The Young Savages
Burt Lancaster plays a district attorney prosecuting three Italian teens for murdering a blind Puerto Rican boy.
Director John Frankenheimer’s second feature starts strong. The three teens, sporting leather jackets, pegged jeans, and greased hair, stomp through their Harlem neighborhood en route to their target. The murder proves brutal without being graphic. After, the teens flee through a demolition site that evokes soldiers running through bombed-out buildings. Frankenheimer caps the sequence with a wide shot illustrating the futility of their flight.
Enter Lancaster. He convinces from the outset as an archetype Humphrey Bogart popularized: a tough authority figure who pulled himself out of the slums. This case has a personal angle, with Lancaster having been serious with one suspect’s mother before he left for law school.
Edward Anhalt’s script surprises with its depth. One suspect calls out Lancaster’s character for changing his name to mask his ethnicity. And we get a terrific scene where Lancaster’s wife—who comes from wealth—makes snide drunken remarks to Lancaster’s boss, only for Lancaster to escort her out and chastise her, saying:
You third-generation progressive, sitting up at Vassar getting your fat checks from daddy. When was the last time you had to scrounge for a buck? You think I can afford this phony idealism of yours?
Lancaster plays more detective than attorney. Frankenheimer builds an immersive atmosphere as Lancaster navigates seedy tenements, cramped apartments, and packed jails. The actual detective, played by Telly Savalas, amounts to Lancaster’s chauffeur, though Savalas makes the most of the part, offering bemused reactions to Lancaster’s efforts.
Frankenheimer coaxes standout turns from his young performers. John Davis Chandler convinces as a burgeoning sociopath, as does Neil Burstyn as his dim-witted henchman. As the opposing gang leader, Luis Arroyo avoids any trace of stereotype or caricature, providing a nuanced portrayal of what amounts to a young politician.
A strong effort all around, until the finale, which sees Lancaster descend into blatant legal malpractice, acting as detective instead of prosecutor in the trial. En route to making the defense’s case for them, he demeans a teenage Puerto Rican witness for no apparent reason.
Imagine the optics: an Italian prosecutor helps three Italian teens dodge the death penalty, including the son of a former flame.
Maybe if we saw the fall out. New York’s Puerto Rican community rioting. Lancaster losing his job. The gang exacting vengeance on Lancaster’s ex-flame’s son. Chandler leaving jail ten years later, a hardened criminal, and committing another murder.
Instead, the reductive ending undermines the measured performances and even-handed script. Disappointing, but not without merits.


• [WORK INSTRUCTIONS] Report how many lines in the records carry the string "Consolidated", and give no further text.

• [SOURCE INFORMATION]

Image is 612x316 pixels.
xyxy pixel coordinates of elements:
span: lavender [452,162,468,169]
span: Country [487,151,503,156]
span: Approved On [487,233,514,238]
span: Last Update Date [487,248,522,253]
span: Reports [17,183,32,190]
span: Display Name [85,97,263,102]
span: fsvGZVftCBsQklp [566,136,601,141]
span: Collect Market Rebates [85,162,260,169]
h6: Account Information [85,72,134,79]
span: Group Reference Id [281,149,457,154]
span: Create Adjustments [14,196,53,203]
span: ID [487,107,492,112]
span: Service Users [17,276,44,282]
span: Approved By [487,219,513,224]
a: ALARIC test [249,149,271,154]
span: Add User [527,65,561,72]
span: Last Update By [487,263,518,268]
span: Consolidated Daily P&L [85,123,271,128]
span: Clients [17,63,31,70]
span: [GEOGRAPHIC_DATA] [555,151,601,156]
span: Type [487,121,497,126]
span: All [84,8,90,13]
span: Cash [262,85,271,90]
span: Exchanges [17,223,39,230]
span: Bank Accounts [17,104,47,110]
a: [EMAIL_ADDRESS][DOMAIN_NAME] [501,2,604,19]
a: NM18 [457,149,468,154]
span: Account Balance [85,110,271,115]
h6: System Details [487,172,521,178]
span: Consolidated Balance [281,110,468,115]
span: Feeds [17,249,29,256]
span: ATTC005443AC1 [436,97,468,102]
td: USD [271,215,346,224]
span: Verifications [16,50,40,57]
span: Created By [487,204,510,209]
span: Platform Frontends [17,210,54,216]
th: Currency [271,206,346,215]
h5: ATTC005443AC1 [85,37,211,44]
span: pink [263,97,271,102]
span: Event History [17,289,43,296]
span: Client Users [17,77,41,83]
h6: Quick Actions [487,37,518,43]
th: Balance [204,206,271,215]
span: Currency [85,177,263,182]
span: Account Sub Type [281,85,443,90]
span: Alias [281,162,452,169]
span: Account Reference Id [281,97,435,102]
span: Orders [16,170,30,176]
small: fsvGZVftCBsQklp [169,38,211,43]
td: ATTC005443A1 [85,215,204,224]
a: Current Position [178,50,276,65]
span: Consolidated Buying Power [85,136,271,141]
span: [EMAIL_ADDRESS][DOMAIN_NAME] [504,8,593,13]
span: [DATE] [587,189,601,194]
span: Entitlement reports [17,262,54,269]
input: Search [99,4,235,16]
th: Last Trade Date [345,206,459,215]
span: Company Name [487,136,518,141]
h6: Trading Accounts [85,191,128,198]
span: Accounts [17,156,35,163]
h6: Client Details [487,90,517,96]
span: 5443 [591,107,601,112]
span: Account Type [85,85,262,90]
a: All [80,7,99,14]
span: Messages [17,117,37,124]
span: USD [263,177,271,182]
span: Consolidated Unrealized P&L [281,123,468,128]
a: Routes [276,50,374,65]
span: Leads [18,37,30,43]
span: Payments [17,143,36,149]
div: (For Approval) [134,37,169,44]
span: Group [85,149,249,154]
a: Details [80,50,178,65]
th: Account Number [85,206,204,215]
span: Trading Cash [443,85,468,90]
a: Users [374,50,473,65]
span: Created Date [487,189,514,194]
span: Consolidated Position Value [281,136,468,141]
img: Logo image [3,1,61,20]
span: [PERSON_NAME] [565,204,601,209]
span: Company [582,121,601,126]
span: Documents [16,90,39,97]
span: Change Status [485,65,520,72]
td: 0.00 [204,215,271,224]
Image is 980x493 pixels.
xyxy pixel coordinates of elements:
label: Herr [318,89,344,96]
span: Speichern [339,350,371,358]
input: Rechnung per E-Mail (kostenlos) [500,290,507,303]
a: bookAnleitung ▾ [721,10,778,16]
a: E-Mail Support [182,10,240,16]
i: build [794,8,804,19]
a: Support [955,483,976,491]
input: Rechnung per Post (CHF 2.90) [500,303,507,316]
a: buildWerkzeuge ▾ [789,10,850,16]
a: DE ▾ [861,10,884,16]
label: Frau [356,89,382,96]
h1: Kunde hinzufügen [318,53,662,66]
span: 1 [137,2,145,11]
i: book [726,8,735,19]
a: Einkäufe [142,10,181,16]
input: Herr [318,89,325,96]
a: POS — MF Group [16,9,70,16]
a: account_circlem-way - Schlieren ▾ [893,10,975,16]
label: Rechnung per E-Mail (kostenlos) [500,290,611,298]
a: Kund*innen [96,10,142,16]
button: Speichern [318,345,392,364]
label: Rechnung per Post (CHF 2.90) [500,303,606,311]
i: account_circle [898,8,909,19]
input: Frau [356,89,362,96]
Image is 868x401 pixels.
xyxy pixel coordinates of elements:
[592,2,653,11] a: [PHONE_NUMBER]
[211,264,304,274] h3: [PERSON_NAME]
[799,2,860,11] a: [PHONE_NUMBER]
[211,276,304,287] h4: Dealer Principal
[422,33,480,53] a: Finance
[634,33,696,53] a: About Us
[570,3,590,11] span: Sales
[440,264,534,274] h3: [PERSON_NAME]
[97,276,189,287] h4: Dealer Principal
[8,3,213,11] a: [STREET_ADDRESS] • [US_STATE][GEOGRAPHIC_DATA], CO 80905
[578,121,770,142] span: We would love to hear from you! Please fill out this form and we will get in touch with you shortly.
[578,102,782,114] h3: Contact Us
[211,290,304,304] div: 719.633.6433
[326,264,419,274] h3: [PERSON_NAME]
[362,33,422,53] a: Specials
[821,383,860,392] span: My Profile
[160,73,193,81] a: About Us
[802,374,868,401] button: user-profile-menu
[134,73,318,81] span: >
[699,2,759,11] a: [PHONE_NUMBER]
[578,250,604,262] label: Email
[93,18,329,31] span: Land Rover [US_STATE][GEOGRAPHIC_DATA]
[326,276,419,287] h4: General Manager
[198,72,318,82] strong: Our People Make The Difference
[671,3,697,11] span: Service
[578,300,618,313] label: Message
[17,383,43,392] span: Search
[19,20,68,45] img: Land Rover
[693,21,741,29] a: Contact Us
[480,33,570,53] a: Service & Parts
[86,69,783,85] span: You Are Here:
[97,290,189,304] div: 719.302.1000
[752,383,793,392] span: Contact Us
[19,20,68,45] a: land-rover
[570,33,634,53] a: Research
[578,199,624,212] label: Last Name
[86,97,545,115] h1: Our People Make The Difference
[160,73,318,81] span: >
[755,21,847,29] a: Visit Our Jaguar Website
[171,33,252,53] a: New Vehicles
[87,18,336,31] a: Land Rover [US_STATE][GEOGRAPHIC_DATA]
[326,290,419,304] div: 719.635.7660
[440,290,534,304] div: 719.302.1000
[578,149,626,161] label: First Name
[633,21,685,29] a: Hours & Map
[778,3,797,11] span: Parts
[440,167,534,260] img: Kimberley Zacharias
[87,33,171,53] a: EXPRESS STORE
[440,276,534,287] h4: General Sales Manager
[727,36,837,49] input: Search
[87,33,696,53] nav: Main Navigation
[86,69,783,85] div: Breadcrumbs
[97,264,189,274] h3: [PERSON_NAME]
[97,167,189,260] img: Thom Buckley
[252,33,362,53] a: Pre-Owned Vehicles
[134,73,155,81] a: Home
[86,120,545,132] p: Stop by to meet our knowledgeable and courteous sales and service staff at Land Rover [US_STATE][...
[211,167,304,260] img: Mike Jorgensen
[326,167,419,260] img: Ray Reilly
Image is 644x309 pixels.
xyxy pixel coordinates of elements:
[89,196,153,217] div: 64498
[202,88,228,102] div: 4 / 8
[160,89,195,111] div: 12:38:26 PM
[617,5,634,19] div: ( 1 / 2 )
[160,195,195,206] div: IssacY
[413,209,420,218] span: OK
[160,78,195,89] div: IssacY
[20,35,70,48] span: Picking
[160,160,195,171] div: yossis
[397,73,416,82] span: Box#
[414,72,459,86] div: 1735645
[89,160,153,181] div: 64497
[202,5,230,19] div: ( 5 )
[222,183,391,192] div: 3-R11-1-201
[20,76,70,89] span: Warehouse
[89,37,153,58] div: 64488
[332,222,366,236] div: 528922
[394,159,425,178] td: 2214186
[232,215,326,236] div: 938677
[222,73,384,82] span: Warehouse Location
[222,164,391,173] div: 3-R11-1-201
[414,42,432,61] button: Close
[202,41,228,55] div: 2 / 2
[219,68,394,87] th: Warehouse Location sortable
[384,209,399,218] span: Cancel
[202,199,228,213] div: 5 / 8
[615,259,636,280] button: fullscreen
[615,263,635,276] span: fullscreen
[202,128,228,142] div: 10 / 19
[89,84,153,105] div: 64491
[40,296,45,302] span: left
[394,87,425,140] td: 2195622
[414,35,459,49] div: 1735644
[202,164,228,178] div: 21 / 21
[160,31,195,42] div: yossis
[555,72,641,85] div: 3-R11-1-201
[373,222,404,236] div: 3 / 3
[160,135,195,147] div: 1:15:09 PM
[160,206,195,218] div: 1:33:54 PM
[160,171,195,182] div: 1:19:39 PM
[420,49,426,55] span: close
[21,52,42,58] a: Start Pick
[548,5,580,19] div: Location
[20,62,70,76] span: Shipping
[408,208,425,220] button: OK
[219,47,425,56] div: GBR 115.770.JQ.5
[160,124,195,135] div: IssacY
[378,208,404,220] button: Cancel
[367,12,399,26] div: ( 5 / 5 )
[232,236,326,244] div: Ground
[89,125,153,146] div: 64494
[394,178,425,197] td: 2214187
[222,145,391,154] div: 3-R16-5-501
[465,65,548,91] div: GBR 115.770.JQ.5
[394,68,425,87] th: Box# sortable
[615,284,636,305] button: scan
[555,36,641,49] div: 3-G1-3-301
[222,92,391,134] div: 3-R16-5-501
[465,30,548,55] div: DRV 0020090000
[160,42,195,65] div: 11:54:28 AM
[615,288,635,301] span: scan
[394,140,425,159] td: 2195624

• [OUTPUT FOR THIS EXERCISE] 5